Start of DATA SHOWN

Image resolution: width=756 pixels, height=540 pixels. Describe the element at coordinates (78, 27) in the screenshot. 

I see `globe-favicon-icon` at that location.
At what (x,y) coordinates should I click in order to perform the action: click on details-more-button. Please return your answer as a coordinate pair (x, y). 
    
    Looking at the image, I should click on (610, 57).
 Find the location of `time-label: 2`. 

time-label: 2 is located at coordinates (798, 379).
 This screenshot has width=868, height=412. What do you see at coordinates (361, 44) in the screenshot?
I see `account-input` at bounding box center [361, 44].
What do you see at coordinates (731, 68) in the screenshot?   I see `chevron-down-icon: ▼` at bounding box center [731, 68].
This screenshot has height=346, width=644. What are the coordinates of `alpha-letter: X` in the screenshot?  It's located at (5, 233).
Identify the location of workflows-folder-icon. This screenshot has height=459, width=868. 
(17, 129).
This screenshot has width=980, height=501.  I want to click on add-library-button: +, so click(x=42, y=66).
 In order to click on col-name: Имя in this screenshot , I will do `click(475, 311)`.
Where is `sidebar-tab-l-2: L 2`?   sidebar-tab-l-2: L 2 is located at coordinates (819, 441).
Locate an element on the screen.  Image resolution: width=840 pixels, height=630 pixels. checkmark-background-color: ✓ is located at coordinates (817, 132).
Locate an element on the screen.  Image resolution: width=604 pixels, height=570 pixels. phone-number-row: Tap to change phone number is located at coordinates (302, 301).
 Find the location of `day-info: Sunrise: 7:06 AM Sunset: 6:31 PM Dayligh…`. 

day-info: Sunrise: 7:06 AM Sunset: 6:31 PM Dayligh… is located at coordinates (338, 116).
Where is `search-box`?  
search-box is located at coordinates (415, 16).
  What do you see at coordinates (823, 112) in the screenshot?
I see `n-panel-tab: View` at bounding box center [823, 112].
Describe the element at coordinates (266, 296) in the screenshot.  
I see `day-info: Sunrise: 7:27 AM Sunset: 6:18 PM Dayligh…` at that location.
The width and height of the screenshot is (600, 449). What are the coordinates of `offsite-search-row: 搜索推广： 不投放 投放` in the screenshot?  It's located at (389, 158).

End of DATA SHOWN

■ WORK TASK
Set the records down again in full, exactly as they read.

■ ANSWER BELOW
Image resolution: width=756 pixels, height=540 pixels. Describe the element at coordinates (78, 27) in the screenshot. 

I see `globe-favicon-icon` at that location.
At what (x,y) coordinates should I click in order to perform the action: click on details-more-button. Please return your answer as a coordinate pair (x, y). 
    
    Looking at the image, I should click on (610, 57).
 Find the location of `time-label: 2`. 

time-label: 2 is located at coordinates (798, 379).
 This screenshot has width=868, height=412. What do you see at coordinates (361, 44) in the screenshot?
I see `account-input` at bounding box center [361, 44].
What do you see at coordinates (731, 68) in the screenshot?   I see `chevron-down-icon: ▼` at bounding box center [731, 68].
This screenshot has height=346, width=644. What are the coordinates of `alpha-letter: X` in the screenshot?  It's located at (5, 233).
Identify the location of workflows-folder-icon. This screenshot has height=459, width=868. 
(17, 129).
This screenshot has width=980, height=501.  I want to click on add-library-button: +, so click(x=42, y=66).
 In order to click on col-name: Имя in this screenshot , I will do `click(475, 311)`.
Where is `sidebar-tab-l-2: L 2`?   sidebar-tab-l-2: L 2 is located at coordinates (819, 441).
Locate an element on the screen.  Image resolution: width=840 pixels, height=630 pixels. checkmark-background-color: ✓ is located at coordinates (817, 132).
Locate an element on the screen.  Image resolution: width=604 pixels, height=570 pixels. phone-number-row: Tap to change phone number is located at coordinates (302, 301).
 Find the location of `day-info: Sunrise: 7:06 AM Sunset: 6:31 PM Dayligh…`. 

day-info: Sunrise: 7:06 AM Sunset: 6:31 PM Dayligh… is located at coordinates (338, 116).
Where is `search-box`?  
search-box is located at coordinates (415, 16).
  What do you see at coordinates (823, 112) in the screenshot?
I see `n-panel-tab: View` at bounding box center [823, 112].
Describe the element at coordinates (266, 296) in the screenshot.  
I see `day-info: Sunrise: 7:27 AM Sunset: 6:18 PM Dayligh…` at that location.
The width and height of the screenshot is (600, 449). What are the coordinates of `offsite-search-row: 搜索推广： 不投放 投放` in the screenshot?  It's located at (389, 158).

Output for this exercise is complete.